Otago Daily Times

Curated or not, home TV sets betray a lot

- Joe Bennett is a Lyttelton writer.

EVERY television studio is run by the technician­s. The place is a mess of electronic­s with cameras, lights, cables, microphone­s proliferat­ing apart from in one small focal area where the performer sits or stands. The technician­s refer to the performer as the talent, but they do not think of him or her as talented. They think of him and her as a piece of meat on which they have to concentrat­e all their technology and all their skill in order to make it look and sound as good as possible.

To the technician­s it doesn’t matter what the talent says or does. There will be other talent in the same seat within the hour. It matters only that the talent is nicely presented for the viewer’s consumptio­n. For this is television — a visual medium for visual creatures. The image is everything. Words are merely background hum. Television is a place where every book is not so much judged by its cover, it is its cover.

These days with the virus, most studios are closed. But television has to go on, for what would the nation do without it? We’d have to take up embroidery these long cool evenings, or steam train renovation, or wood turning, or even, god forfend, talk to each other. So no, there must be telly. And there is.

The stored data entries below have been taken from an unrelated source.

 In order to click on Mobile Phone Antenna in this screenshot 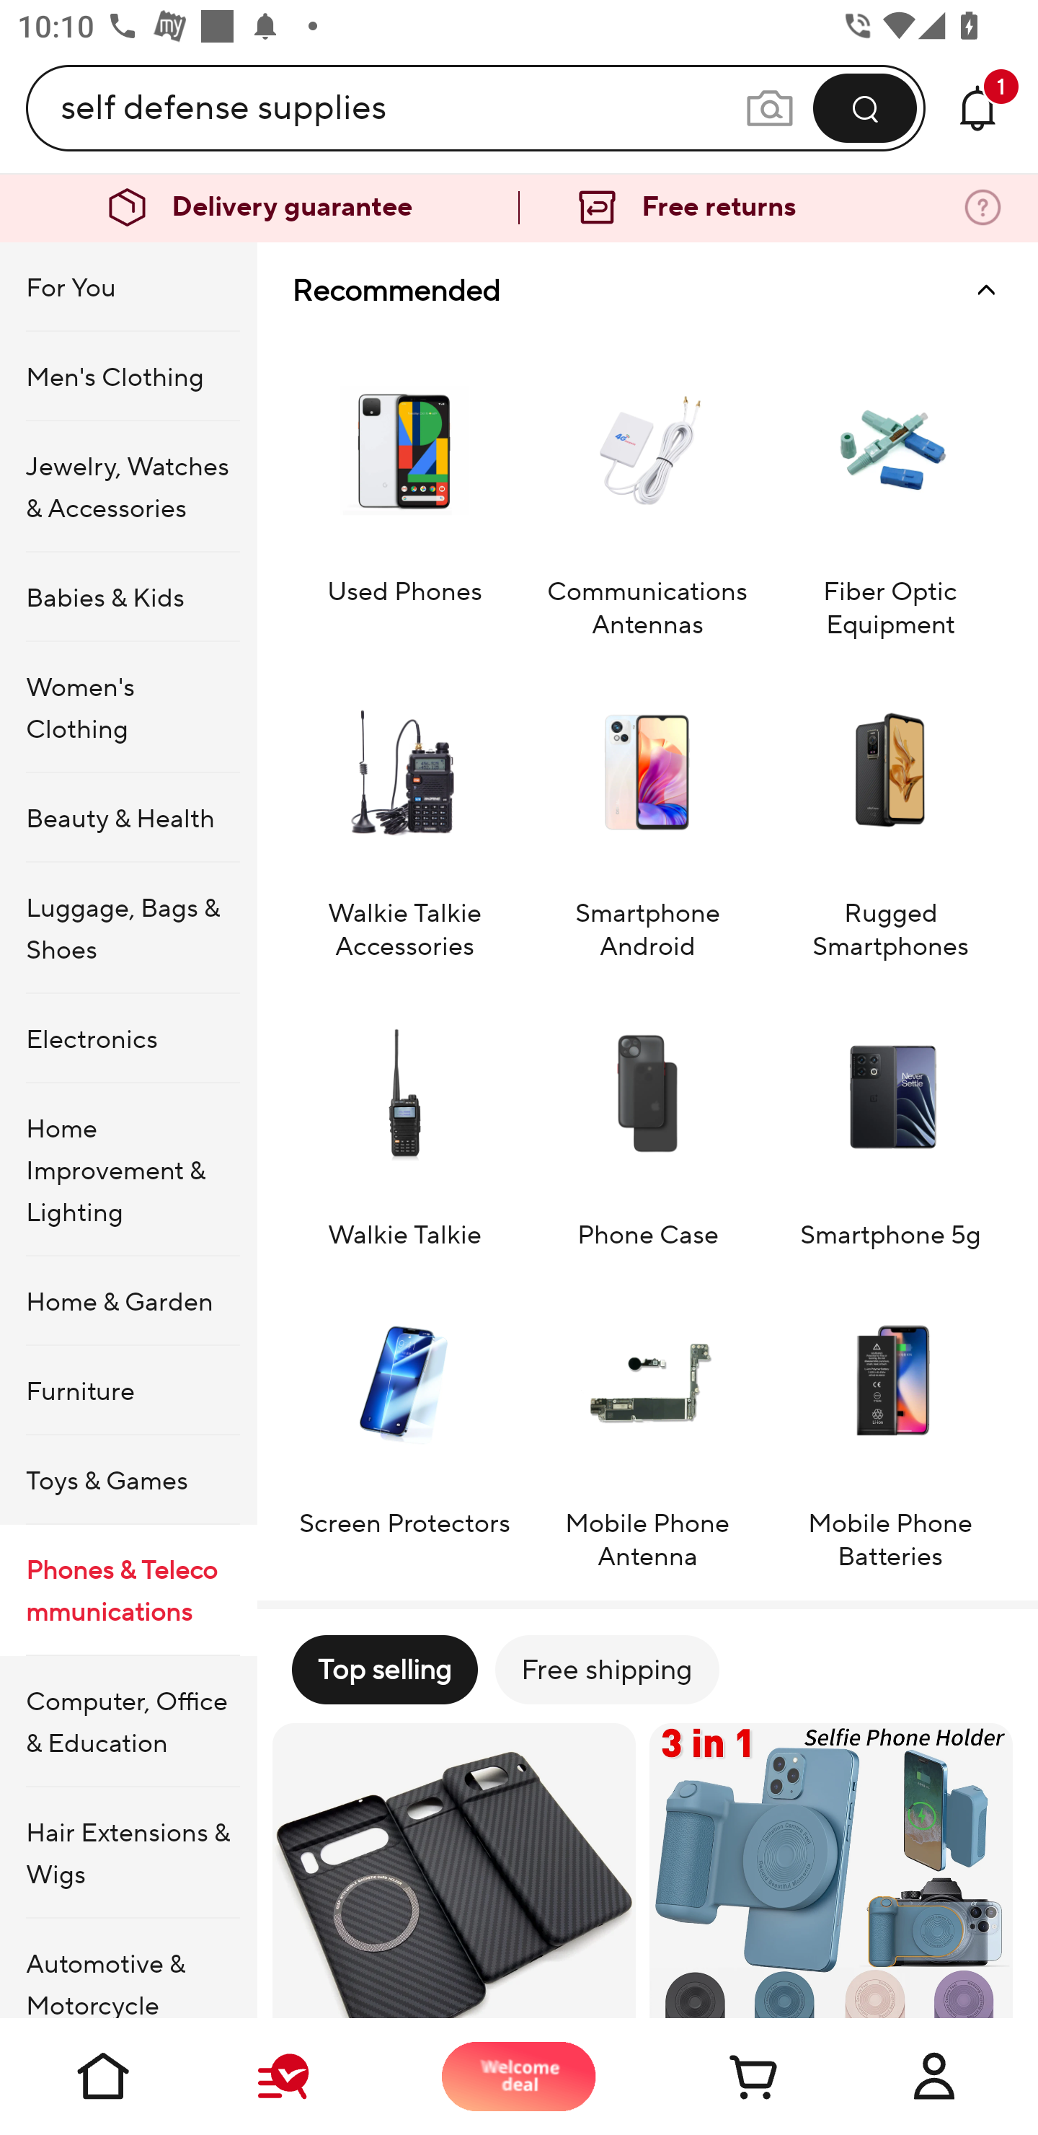, I will do `click(647, 1422)`. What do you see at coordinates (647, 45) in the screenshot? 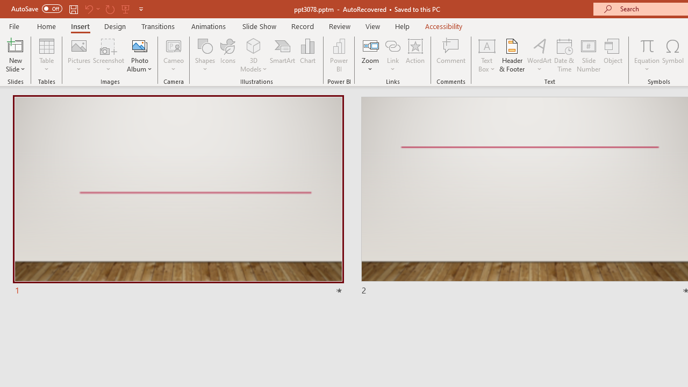
I see `Equation` at bounding box center [647, 45].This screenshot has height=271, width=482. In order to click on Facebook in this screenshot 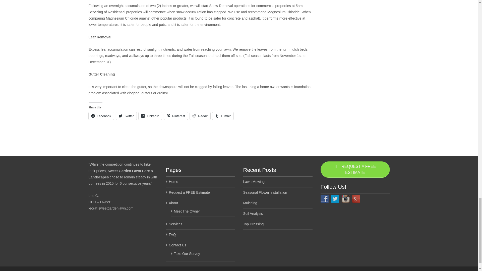, I will do `click(101, 116)`.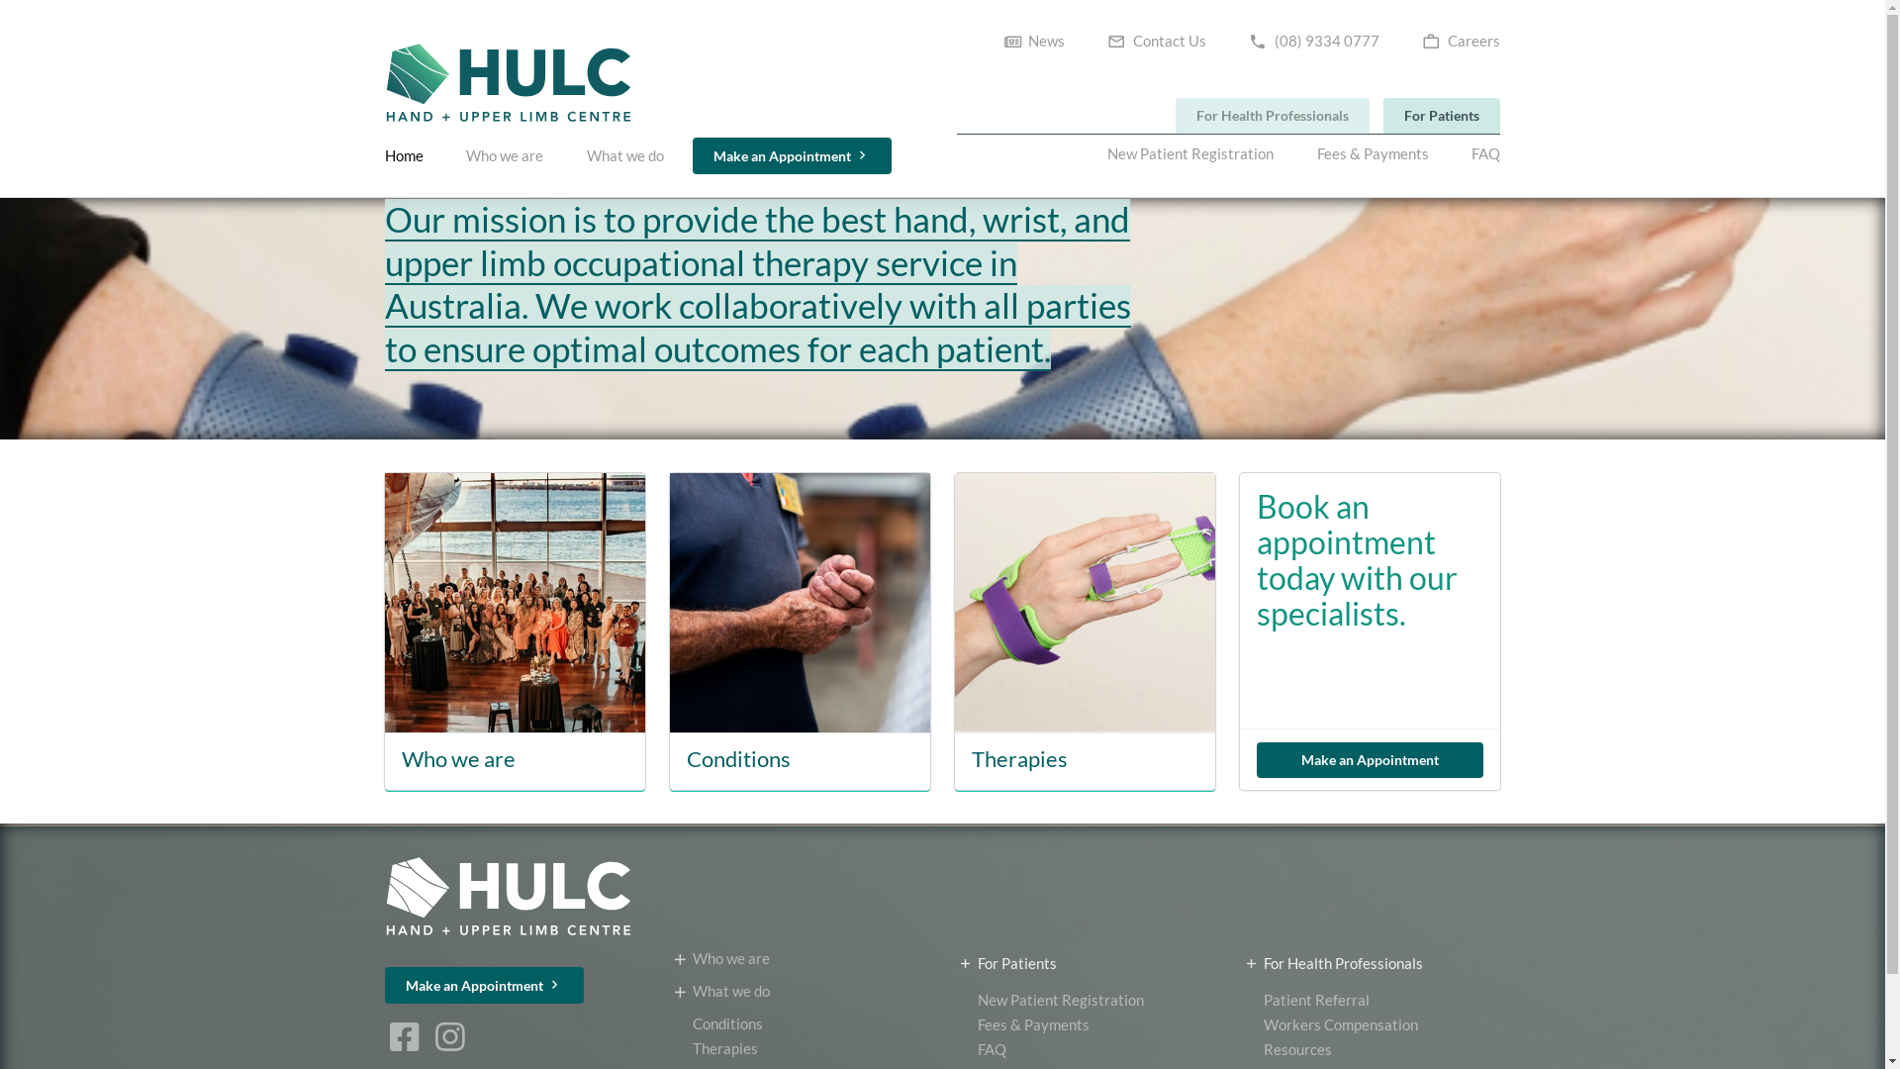 The width and height of the screenshot is (1900, 1069). What do you see at coordinates (1085, 1025) in the screenshot?
I see `Fees & Payments` at bounding box center [1085, 1025].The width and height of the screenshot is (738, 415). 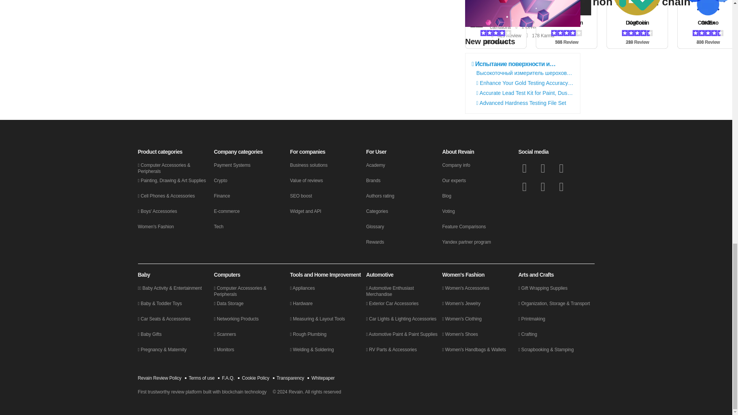 I want to click on Revain Telegram channel, so click(x=524, y=187).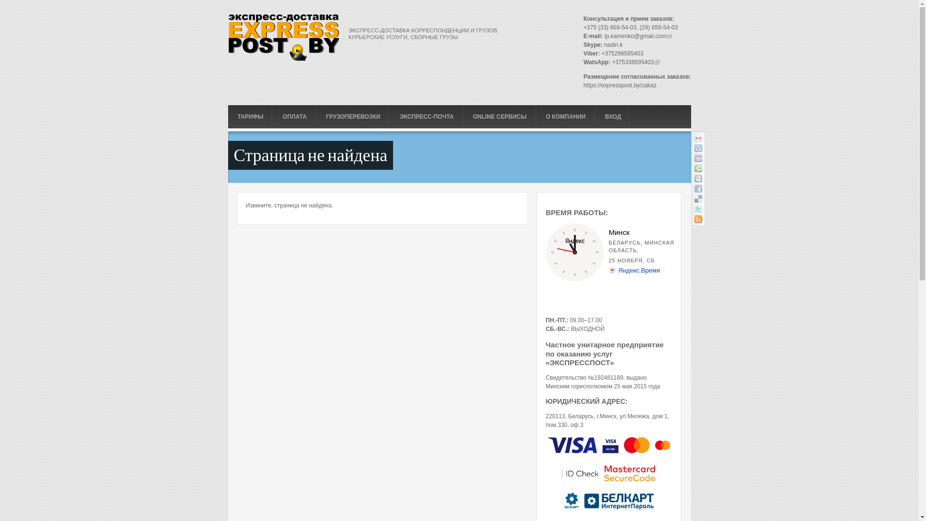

For thanks to computers and the internet, every talent can now beam in from home. From their studies, their kitchens, their living rooms they smile into the laptop and disseminat­e themselves to us for our edificatio­n.

But they do so without benefit of technician­s or any of the apparatus of television production, and the effects are evident. Gone is the hyperreali­ty of the proper television image. In its place something closer to reality. And it starts with the talent’s face.

In the studio that face is buffed and powdered by a makeup artist and then lit with skill from every angle. Not so in homeland. So now we see the drinker’s nose in all its radiance, the cheek of ancient acne pits, the forehead gleaming like a metal bar and eyes all bagged and dark and hooded. We see, in short, the visage of an actual human being, with flaws that time and chance have battered into it.

And then there’s the backdrop. In the studio it’s a piece of flimsy, little wider than the talent, printed with some sort of image — a cityscape perhaps, or just a simple wall of colour.

At home there is no flimsy, so the talent seeks a backdrop in his house that will tell a pleasing story.

Some try the arty look. They place themselves before a wall on which a canvas has been hung, something contempora­ry and strange. Oh look at me, the canvas says, my owner’s cultured, rather rich but still a little naughty, don’t you know.

But most people do the obvious: they sit before a wall of books. Books are the oldest symbol of learning. To parade in front of them is to imply that you have absorbed them. The books are the visual representa­tion of the talent’s giant throbbing mind.

Some favour the forbidding­ly neat bookshelve­s, the wall of books that are arranged just so and look to have been bought by the yard. While others go for artful chaos, the temporary shelves with books laid on their sides and piled all anyhow, implying constant reference and active scholarshi­p. But either way, the aim’s the same. It’s showing off. Vanity is almost universal.

But not quite. There still remain some naive souls who think that when invited to appear on television what matters is their expertise, the words they have to say. So they sit anywhere at all and speak to their computer screen, not thinking of what stands behind them. Poor innocent fools.

For in behind them lies the rubbish of a life we recognise, the random stuff that just accretes, the matchbox, the child’s tricycle, the flashlight on the mantelpiec­e beside the wilted flowers, the broken fly swat. Here’s all the stuff that fills your life and mine but never makes it into television land. To see it there is utterly compelling and we sit entranced by the physical details of a humdrum life. Bewitched by the ordinary, we do not hear a thing the wise old head is saying. The picture is what grips us, and the talent’s words are merely background hum. Which is, of course, what every telly technician always knew.